Reputation: 31
I use my own python function in Robot Framework. I give 3 parameters, these parameters are Robot Framework variables. When I modify the variables in my function, it is not modified in Robot Framework. So I deduce the variables are passed by value and not by reference... Is there a way to pass the variable by reference ? Or else to return the 3 variables as a result ?
Here is an example of Robot Framework code :
** Settings ***
Library OperatingSystem
Library myLib.MyLib WITH NAME MyLib
Suite TearDown teardown
** Variables **
${var} azerty
** Test Cases **
My test case
log ${var}
myFunction ${var}
log ${var}
With my python library :
import sys
class MyLib(object):
def __init__(self):
return
def myFunction(self,var):
var="another value"
But as I said, the variable var remains "azerty" when I log it, and I would like the second log to print "another value" (as the function should change the value)
Thank for your help !
Upvotes: 3
Views: 3481
Reputation: 20417
All values are essentially passed by reference. If you change the value, you change it everywhere, but if you assign a different value to the variable, you're just making that variable point at a different value, not changing the original value.
For example:
def foo(d):
d['bar'] = 'baz'
my_dict = {}
foo(my_dict)
Here, my_dict
will be altered as a side effect of calling foo(my_dict)
.
However:
def foo(d):
d = {'foo': 'bar'}
my_dict = {}
foo(my_dict)
Here, my_dict
isn't changed. d
is a local variable inside foo
, and it's changed to point to a new dictionary instead of my_dict
.
You also need to be aware that in python, you have mutable and immutable values. Strings, for example, are immutable. You'll never be able to change a string, you can only use a string to construct new strings (and often you'll assign these new values back to the same variable so it'll have a similar effect); having a side effect of a function be changing one of the values that's passed in can only work if they are mutable values.
It is generally a bad idea for your functions to change their arguments though. A better approach, is to have them return new values, which the caller can then do what they want with.
def myFunction(self, var):
var = "another value" # I assume that another values is based somehow on the original
return var
Alternatively, you could use attributes on your class:
class MyLib(object):
def __init__(self):
self.var = "initial value"
def myFunction(self):
self.var = "another value"
Upvotes: 3
Reputation: 606
The var in your python code is an local variable.
import sys
class MyLib(object):
def __init__(self):
return
def myFunction(self,var):
var="another value"
This gives a variable in the myfunction scope the name var and prevents the global variable from being read. if you want a function to change a global variable you need to declare it a global variable in the scope. like this:
import sys
class MyLib(object):
def __init__(self):
return
def myFunction(self,var):
global var
var="another value"
This should change the global variable into the another value string.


I'd like the entries reproduced exactly, with all pictures omitted.

▶ Figure content listings
★ ★ ★ ★ ★
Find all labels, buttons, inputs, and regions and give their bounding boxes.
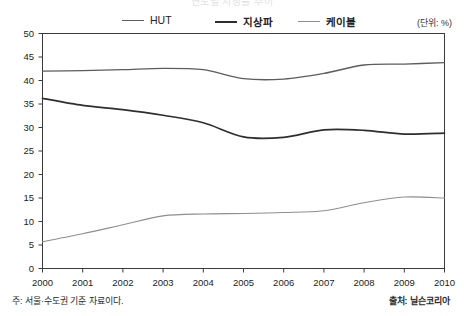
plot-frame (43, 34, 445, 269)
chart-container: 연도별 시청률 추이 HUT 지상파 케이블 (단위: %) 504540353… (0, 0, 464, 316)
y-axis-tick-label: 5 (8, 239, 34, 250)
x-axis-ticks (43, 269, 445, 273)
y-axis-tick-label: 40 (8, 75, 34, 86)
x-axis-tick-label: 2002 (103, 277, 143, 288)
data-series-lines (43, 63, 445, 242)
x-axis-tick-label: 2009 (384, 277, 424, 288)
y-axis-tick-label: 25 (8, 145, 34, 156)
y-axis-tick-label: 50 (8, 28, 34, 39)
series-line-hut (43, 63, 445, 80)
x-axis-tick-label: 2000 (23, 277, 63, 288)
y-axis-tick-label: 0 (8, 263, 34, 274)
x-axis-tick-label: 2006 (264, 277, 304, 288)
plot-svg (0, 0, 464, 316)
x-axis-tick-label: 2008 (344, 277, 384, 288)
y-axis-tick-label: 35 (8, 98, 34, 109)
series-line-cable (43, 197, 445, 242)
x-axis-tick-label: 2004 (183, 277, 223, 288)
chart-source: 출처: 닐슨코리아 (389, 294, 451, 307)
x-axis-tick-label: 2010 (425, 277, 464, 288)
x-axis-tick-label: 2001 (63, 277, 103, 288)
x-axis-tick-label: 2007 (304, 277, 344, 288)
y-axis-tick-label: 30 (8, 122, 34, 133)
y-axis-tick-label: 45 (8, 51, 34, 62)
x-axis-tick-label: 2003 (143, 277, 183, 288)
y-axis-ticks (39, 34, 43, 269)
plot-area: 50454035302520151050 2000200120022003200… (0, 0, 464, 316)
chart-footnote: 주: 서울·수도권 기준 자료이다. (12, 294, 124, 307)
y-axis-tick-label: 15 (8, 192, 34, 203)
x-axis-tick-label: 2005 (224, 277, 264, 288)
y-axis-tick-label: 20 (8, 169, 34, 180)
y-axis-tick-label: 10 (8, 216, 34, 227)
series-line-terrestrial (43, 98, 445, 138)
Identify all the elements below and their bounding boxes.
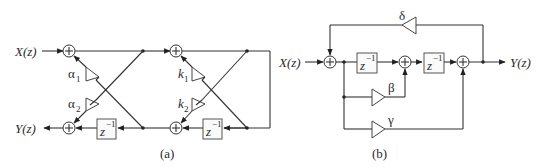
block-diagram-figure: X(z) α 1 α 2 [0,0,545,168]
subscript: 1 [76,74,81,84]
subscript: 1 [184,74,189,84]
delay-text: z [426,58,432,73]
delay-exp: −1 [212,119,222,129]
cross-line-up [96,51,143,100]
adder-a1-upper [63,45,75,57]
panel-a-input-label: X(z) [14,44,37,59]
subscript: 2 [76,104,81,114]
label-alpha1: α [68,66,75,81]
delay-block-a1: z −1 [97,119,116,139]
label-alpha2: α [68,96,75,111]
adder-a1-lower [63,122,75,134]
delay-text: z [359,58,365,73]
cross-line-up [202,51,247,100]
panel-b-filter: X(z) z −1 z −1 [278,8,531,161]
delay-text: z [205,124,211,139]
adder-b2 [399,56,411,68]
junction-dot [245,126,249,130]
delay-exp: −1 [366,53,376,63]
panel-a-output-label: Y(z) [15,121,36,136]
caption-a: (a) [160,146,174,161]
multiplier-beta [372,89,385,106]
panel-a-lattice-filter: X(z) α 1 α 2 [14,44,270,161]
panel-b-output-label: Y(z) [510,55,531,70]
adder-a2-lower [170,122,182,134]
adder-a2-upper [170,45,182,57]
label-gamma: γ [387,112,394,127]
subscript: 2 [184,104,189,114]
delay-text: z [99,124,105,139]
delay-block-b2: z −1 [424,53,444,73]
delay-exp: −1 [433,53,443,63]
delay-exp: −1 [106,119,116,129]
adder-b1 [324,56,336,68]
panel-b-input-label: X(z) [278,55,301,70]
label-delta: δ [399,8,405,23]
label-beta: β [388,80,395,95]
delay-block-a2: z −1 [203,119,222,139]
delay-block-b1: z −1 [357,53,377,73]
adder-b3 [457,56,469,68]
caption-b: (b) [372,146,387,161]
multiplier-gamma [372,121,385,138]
★ ★ ★ ★ ★
▶ Expected answer
Find all labels, buttons, inputs, and regions and give their bounding boxes.
plot-frame (43, 34, 445, 269)
chart-container: 연도별 시청률 추이 HUT 지상파 케이블 (단위: %) 504540353… (0, 0, 464, 316)
y-axis-tick-label: 5 (8, 239, 34, 250)
x-axis-ticks (43, 269, 445, 273)
y-axis-tick-label: 40 (8, 75, 34, 86)
x-axis-tick-label: 2002 (103, 277, 143, 288)
data-series-lines (43, 63, 445, 242)
x-axis-tick-label: 2009 (384, 277, 424, 288)
y-axis-tick-label: 25 (8, 145, 34, 156)
y-axis-tick-label: 50 (8, 28, 34, 39)
series-line-hut (43, 63, 445, 80)
x-axis-tick-label: 2000 (23, 277, 63, 288)
y-axis-tick-label: 0 (8, 263, 34, 274)
x-axis-tick-label: 2006 (264, 277, 304, 288)
plot-svg (0, 0, 464, 316)
x-axis-tick-label: 2008 (344, 277, 384, 288)
y-axis-tick-label: 35 (8, 98, 34, 109)
series-line-cable (43, 197, 445, 242)
x-axis-tick-label: 2004 (183, 277, 223, 288)
chart-source: 출처: 닐슨코리아 (389, 294, 451, 307)
x-axis-tick-label: 2010 (425, 277, 464, 288)
x-axis-tick-label: 2001 (63, 277, 103, 288)
x-axis-tick-label: 2007 (304, 277, 344, 288)
y-axis-tick-label: 30 (8, 122, 34, 133)
y-axis-tick-label: 45 (8, 51, 34, 62)
x-axis-tick-label: 2003 (143, 277, 183, 288)
y-axis-ticks (39, 34, 43, 269)
plot-area: 50454035302520151050 2000200120022003200… (0, 0, 464, 316)
chart-footnote: 주: 서울·수도권 기준 자료이다. (12, 294, 124, 307)
y-axis-tick-label: 15 (8, 192, 34, 203)
x-axis-tick-label: 2005 (224, 277, 264, 288)
y-axis-tick-label: 20 (8, 169, 34, 180)
y-axis-tick-label: 10 (8, 216, 34, 227)
series-line-terrestrial (43, 98, 445, 138)
Identify all the elements below and their bounding boxes.
block-diagram-figure: X(z) α 1 α 2 [0,0,545,168]
subscript: 1 [76,74,81,84]
subscript: 1 [184,74,189,84]
delay-text: z [426,58,432,73]
delay-exp: −1 [212,119,222,129]
cross-line-up [96,51,143,100]
adder-a1-upper [63,45,75,57]
panel-a-input-label: X(z) [14,44,37,59]
subscript: 2 [76,104,81,114]
label-alpha1: α [68,66,75,81]
delay-block-a1: z −1 [97,119,116,139]
label-alpha2: α [68,96,75,111]
adder-a1-lower [63,122,75,134]
delay-text: z [359,58,365,73]
cross-line-up [202,51,247,100]
panel-b-filter: X(z) z −1 z −1 [278,8,531,161]
delay-text: z [205,124,211,139]
adder-b2 [399,56,411,68]
junction-dot [245,126,249,130]
delay-exp: −1 [366,53,376,63]
panel-a-output-label: Y(z) [15,121,36,136]
caption-a: (a) [160,146,174,161]
multiplier-beta [372,89,385,106]
panel-a-lattice-filter: X(z) α 1 α 2 [14,44,270,161]
panel-b-output-label: Y(z) [510,55,531,70]
adder-a2-lower [170,122,182,134]
adder-a2-upper [170,45,182,57]
label-gamma: γ [387,112,394,127]
subscript: 2 [184,104,189,114]
delay-text: z [99,124,105,139]
delay-block-b2: z −1 [424,53,444,73]
delay-exp: −1 [433,53,443,63]
delay-exp: −1 [106,119,116,129]
adder-b1 [324,56,336,68]
panel-b-input-label: X(z) [278,55,301,70]
label-delta: δ [399,8,405,23]
label-beta: β [388,80,395,95]
delay-block-a2: z −1 [203,119,222,139]
delay-block-b1: z −1 [357,53,377,73]
adder-b3 [457,56,469,68]
caption-b: (b) [372,146,387,161]
multiplier-gamma [372,121,385,138]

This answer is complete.